(Stored data entries)
-- Opening Marker --
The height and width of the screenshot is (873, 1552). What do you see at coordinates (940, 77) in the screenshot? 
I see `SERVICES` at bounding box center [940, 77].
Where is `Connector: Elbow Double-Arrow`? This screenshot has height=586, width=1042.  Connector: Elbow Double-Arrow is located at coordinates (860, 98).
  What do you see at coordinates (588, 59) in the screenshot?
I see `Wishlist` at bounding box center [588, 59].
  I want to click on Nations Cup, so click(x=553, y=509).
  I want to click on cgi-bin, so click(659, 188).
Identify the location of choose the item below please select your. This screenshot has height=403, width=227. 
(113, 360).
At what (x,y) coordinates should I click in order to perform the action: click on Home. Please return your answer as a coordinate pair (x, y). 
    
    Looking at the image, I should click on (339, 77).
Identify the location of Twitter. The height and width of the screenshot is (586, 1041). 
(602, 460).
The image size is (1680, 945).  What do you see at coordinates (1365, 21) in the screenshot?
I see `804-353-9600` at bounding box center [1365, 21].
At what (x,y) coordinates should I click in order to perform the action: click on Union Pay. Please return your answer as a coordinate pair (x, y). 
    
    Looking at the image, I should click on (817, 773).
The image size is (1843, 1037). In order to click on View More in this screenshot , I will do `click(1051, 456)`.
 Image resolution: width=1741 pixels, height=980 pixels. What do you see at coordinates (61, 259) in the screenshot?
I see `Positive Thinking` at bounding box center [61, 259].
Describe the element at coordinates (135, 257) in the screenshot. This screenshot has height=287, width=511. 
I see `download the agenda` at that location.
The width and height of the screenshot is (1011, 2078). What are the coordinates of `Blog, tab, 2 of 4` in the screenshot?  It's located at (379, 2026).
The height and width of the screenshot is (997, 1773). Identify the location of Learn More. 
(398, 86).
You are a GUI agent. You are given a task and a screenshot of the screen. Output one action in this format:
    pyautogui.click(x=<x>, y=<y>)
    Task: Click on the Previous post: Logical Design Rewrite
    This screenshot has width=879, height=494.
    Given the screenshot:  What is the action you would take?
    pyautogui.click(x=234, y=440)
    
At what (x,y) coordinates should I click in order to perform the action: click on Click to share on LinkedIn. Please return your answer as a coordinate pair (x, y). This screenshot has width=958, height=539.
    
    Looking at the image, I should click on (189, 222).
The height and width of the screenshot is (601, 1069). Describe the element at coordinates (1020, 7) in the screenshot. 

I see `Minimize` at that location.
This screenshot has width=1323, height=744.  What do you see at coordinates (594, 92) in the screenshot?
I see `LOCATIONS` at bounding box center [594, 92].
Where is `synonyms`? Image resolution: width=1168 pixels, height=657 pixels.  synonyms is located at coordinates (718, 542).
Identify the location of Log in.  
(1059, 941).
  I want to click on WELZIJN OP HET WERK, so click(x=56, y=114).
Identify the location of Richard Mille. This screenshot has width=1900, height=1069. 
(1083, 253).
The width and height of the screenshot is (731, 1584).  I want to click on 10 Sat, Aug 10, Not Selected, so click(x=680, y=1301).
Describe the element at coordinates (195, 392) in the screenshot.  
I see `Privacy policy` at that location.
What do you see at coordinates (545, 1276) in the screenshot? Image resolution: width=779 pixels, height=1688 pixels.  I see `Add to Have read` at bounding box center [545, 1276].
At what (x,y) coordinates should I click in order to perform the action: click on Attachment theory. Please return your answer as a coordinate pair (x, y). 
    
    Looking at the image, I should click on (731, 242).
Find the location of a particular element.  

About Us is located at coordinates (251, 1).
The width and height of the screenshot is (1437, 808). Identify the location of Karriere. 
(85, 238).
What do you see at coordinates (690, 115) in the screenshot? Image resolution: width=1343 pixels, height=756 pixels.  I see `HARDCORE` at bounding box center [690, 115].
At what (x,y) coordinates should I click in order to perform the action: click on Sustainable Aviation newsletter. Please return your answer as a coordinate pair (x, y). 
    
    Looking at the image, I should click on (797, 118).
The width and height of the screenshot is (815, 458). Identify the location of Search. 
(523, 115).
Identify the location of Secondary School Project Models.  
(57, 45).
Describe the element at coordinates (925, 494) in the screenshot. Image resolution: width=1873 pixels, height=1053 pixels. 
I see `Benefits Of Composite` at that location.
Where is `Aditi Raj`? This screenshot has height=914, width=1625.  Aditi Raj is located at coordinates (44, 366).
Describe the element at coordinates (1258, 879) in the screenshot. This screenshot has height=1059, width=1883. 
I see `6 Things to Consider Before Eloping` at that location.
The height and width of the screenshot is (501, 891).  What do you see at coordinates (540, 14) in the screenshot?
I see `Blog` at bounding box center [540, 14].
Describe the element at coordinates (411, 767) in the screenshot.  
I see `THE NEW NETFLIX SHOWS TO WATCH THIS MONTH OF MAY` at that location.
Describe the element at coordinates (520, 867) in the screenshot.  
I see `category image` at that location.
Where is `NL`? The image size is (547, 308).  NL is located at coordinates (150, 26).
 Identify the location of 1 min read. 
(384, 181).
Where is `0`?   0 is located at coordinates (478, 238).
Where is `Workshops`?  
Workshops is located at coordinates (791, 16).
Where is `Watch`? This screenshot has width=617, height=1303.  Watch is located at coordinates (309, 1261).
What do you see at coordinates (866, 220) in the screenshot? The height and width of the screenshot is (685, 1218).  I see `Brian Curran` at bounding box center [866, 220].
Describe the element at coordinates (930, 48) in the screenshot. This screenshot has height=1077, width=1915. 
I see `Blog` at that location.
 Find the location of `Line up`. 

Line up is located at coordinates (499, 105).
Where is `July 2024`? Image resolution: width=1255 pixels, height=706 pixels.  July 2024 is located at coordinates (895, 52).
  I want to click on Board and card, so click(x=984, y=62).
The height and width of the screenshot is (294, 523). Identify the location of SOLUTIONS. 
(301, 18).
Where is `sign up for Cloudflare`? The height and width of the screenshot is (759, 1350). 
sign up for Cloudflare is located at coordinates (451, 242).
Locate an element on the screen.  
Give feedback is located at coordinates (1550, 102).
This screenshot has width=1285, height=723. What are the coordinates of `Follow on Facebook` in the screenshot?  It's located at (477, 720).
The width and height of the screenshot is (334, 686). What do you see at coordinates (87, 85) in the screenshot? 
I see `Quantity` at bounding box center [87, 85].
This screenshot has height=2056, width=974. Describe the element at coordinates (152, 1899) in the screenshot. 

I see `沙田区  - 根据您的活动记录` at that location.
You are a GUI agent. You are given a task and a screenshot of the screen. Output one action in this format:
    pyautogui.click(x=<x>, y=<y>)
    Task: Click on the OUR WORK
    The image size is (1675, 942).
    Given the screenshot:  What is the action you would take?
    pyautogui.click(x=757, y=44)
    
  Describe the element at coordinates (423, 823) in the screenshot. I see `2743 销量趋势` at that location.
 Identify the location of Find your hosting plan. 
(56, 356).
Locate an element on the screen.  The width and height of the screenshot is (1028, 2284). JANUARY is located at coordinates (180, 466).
-- Closing Marker --
** Task details **
Each record must be transcribed word for word.

** Exercise result **
The height and width of the screenshot is (873, 1552). What do you see at coordinates (940, 77) in the screenshot? 
I see `SERVICES` at bounding box center [940, 77].
Where is `Connector: Elbow Double-Arrow`? This screenshot has height=586, width=1042.  Connector: Elbow Double-Arrow is located at coordinates (860, 98).
  What do you see at coordinates (588, 59) in the screenshot?
I see `Wishlist` at bounding box center [588, 59].
  I want to click on Nations Cup, so click(x=553, y=509).
  I want to click on cgi-bin, so click(659, 188).
Identify the location of choose the item below please select your. This screenshot has height=403, width=227. 
(113, 360).
At what (x,y) coordinates should I click in order to perform the action: click on Home. Please return your answer as a coordinate pair (x, y). 
    
    Looking at the image, I should click on (339, 77).
Identify the location of Twitter. The height and width of the screenshot is (586, 1041). 
(602, 460).
The image size is (1680, 945).  What do you see at coordinates (1365, 21) in the screenshot?
I see `804-353-9600` at bounding box center [1365, 21].
At what (x,y) coordinates should I click in order to perform the action: click on Union Pay. Please return your answer as a coordinate pair (x, y). 
    
    Looking at the image, I should click on (817, 773).
The image size is (1843, 1037). In order to click on View More in this screenshot , I will do `click(1051, 456)`.
 Image resolution: width=1741 pixels, height=980 pixels. What do you see at coordinates (61, 259) in the screenshot?
I see `Positive Thinking` at bounding box center [61, 259].
Describe the element at coordinates (135, 257) in the screenshot. This screenshot has height=287, width=511. 
I see `download the agenda` at that location.
The width and height of the screenshot is (1011, 2078). What are the coordinates of `Blog, tab, 2 of 4` in the screenshot?  It's located at (379, 2026).
The height and width of the screenshot is (997, 1773). Identify the location of Learn More. 
(398, 86).
You are a GUI agent. You are given a task and a screenshot of the screen. Output one action in this format:
    pyautogui.click(x=<x>, y=<y>)
    Task: Click on the Previous post: Logical Design Rewrite
    This screenshot has width=879, height=494.
    Given the screenshot:  What is the action you would take?
    pyautogui.click(x=234, y=440)
    
At what (x,y) coordinates should I click in order to perform the action: click on Click to share on LinkedIn. Please return your answer as a coordinate pair (x, y). This screenshot has width=958, height=539.
    
    Looking at the image, I should click on (189, 222).
The height and width of the screenshot is (601, 1069). Describe the element at coordinates (1020, 7) in the screenshot. 

I see `Minimize` at that location.
This screenshot has width=1323, height=744.  What do you see at coordinates (594, 92) in the screenshot?
I see `LOCATIONS` at bounding box center [594, 92].
Where is `synonyms`? Image resolution: width=1168 pixels, height=657 pixels.  synonyms is located at coordinates (718, 542).
Identify the location of Log in.  
(1059, 941).
  I want to click on WELZIJN OP HET WERK, so click(x=56, y=114).
Identify the location of Richard Mille. This screenshot has width=1900, height=1069. 
(1083, 253).
The width and height of the screenshot is (731, 1584).  I want to click on 10 Sat, Aug 10, Not Selected, so click(x=680, y=1301).
Describe the element at coordinates (195, 392) in the screenshot.  
I see `Privacy policy` at that location.
What do you see at coordinates (545, 1276) in the screenshot? Image resolution: width=779 pixels, height=1688 pixels.  I see `Add to Have read` at bounding box center [545, 1276].
At what (x,y) coordinates should I click in order to perform the action: click on Attachment theory. Please return your answer as a coordinate pair (x, y). 
    
    Looking at the image, I should click on (731, 242).
Find the location of a particular element.  

About Us is located at coordinates (251, 1).
The width and height of the screenshot is (1437, 808). Identify the location of Karriere. 
(85, 238).
What do you see at coordinates (690, 115) in the screenshot? Image resolution: width=1343 pixels, height=756 pixels.  I see `HARDCORE` at bounding box center [690, 115].
At what (x,y) coordinates should I click in order to perform the action: click on Sustainable Aviation newsletter. Please return your answer as a coordinate pair (x, y). 
    
    Looking at the image, I should click on (797, 118).
The width and height of the screenshot is (815, 458). Identify the location of Search. 
(523, 115).
Identify the location of Secondary School Project Models.  
(57, 45).
Describe the element at coordinates (925, 494) in the screenshot. Image resolution: width=1873 pixels, height=1053 pixels. 
I see `Benefits Of Composite` at that location.
Where is `Aditi Raj`? This screenshot has height=914, width=1625.  Aditi Raj is located at coordinates (44, 366).
Describe the element at coordinates (1258, 879) in the screenshot. This screenshot has height=1059, width=1883. 
I see `6 Things to Consider Before Eloping` at that location.
The height and width of the screenshot is (501, 891).  What do you see at coordinates (540, 14) in the screenshot?
I see `Blog` at bounding box center [540, 14].
Describe the element at coordinates (411, 767) in the screenshot.  
I see `THE NEW NETFLIX SHOWS TO WATCH THIS MONTH OF MAY` at that location.
Describe the element at coordinates (520, 867) in the screenshot.  
I see `category image` at that location.
Where is `NL`? The image size is (547, 308).  NL is located at coordinates (150, 26).
 Identify the location of 1 min read. 
(384, 181).
Where is `0`?   0 is located at coordinates (478, 238).
Where is `Workshops`?  
Workshops is located at coordinates (791, 16).
Where is `Watch`? This screenshot has width=617, height=1303.  Watch is located at coordinates (309, 1261).
What do you see at coordinates (866, 220) in the screenshot? The height and width of the screenshot is (685, 1218).  I see `Brian Curran` at bounding box center [866, 220].
Describe the element at coordinates (930, 48) in the screenshot. This screenshot has height=1077, width=1915. 
I see `Blog` at that location.
 Find the location of `Line up`. 

Line up is located at coordinates (499, 105).
Where is `July 2024`? Image resolution: width=1255 pixels, height=706 pixels.  July 2024 is located at coordinates (895, 52).
  I want to click on Board and card, so click(x=984, y=62).
The height and width of the screenshot is (294, 523). Identify the location of SOLUTIONS. 
(301, 18).
Where is `sign up for Cloudflare`? The height and width of the screenshot is (759, 1350). 
sign up for Cloudflare is located at coordinates (451, 242).
Locate an element on the screen.  
Give feedback is located at coordinates (1550, 102).
This screenshot has width=1285, height=723. What are the coordinates of `Follow on Facebook` in the screenshot?  It's located at (477, 720).
The width and height of the screenshot is (334, 686). What do you see at coordinates (87, 85) in the screenshot? 
I see `Quantity` at bounding box center [87, 85].
This screenshot has height=2056, width=974. Describe the element at coordinates (152, 1899) in the screenshot. 

I see `沙田区  - 根据您的活动记录` at that location.
You are a GUI agent. You are given a task and a screenshot of the screen. Output one action in this format:
    pyautogui.click(x=<x>, y=<y>)
    Task: Click on the OUR WORK
    The image size is (1675, 942).
    Given the screenshot:  What is the action you would take?
    pyautogui.click(x=757, y=44)
    
  Describe the element at coordinates (423, 823) in the screenshot. I see `2743 销量趋势` at that location.
 Identify the location of Find your hosting plan. 
(56, 356).
Locate an element on the screen.  The width and height of the screenshot is (1028, 2284). JANUARY is located at coordinates (180, 466).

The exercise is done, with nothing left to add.